Mark Zuckerberg announced today that Meta, his social media-turned-metaverse-turned-artificial-intelligence conglomerate, is upgrading its AI assistants to give them the voices of a range of celebrities, including Dame Judi Dench and John Cena. But the upgrade that’s more important to Meta’s long-term ambitions is a new feature that lets models see photos and other visual information about users.
Meta today also announced Llama 3.2, the first version of its free AI models with vision capabilities, broadening the usefulness and relevance of AI models for robotics, virtual reality and so-called AI agents. Some versions of Llama 3.2 are also the first optimized to run on mobile devices, enabling developers to create AI-powered apps that run on smartphones and tap the camera, monitor the screen and use the app on the user’s behalf.
“This is our first open source multimodal model, and it will enable a lot of interesting applications that require visual understanding,” Zuckerberg said onstage at the meta Connect event in California today.
Meta has a strong presence across Facebook, Instagram, WhatsApp and Messenger, so the Assistant upgrade allows many people to experience a new generation of AI helper with both voice and visual capabilities for the first time. Meta announced today that more than 180 million people are already using its AI assistant, Meta AI, every week.
Zuckerberg demonstrated several new AI capabilities at Connect. He showed a video of Ray-Ban smart glasses with Llama 3.2 providing recipe suggestions based on ingredients shown on the screen and describing clothes on a rack in a store. The Meta CEO also showed off some experimental AI features the company is working on, including live Spanish-English translation, software that automatically dubs videos into different languages and avatars that answer fan questions on creators’ behalf.
Meta has recently been making AI more prominent in its apps, including building it into the search bars of Instagram and Messenger, and new celebrity voice options available to users include Awkwafina, Keegan-Michael Key, and Kristen Bell.
Meta previously gave its text-based assistant celebrity personas, but those characters didn’t prove popular. The company launched a tool called AI Studio in July to allow users to create chatbots with any persona. Meta said the new voices will be available to users in the U.S., Canada, Australia and New Zealand within the next month. The Meta AI image feature is rolling out in the U.S., but the company didn’t say when the feature will come to other markets.
The new version of Meta AI will also be able to provide feedback and information about your photos — for example, it will tell you what kind of bird you’ve photographed if it doesn’t know what it is — and it will also help you edit your images, adding new backgrounds or details if needed. Google released a similar tool for its Pixel phones and Google Photos in April.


__Required work__
Each record below is to be copied exactly; the pictures are to be omitted.

__Input__
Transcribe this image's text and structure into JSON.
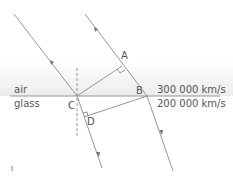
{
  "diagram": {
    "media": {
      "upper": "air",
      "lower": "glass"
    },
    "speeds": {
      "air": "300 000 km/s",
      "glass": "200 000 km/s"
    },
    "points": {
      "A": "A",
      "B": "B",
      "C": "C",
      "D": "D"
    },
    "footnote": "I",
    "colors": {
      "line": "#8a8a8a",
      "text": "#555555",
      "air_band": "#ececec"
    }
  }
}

__Reply to the exercise__
Transcribe this image's text and structure into JSON.
{
  "diagram": {
    "media": {
      "upper": "air",
      "lower": "glass"
    },
    "speeds": {
      "air": "300 000 km/s",
      "glass": "200 000 km/s"
    },
    "points": {
      "A": "A",
      "B": "B",
      "C": "C",
      "D": "D"
    },
    "footnote": "I",
    "colors": {
      "line": "#8a8a8a",
      "text": "#555555",
      "air_band": "#ececec"
    }
  }
}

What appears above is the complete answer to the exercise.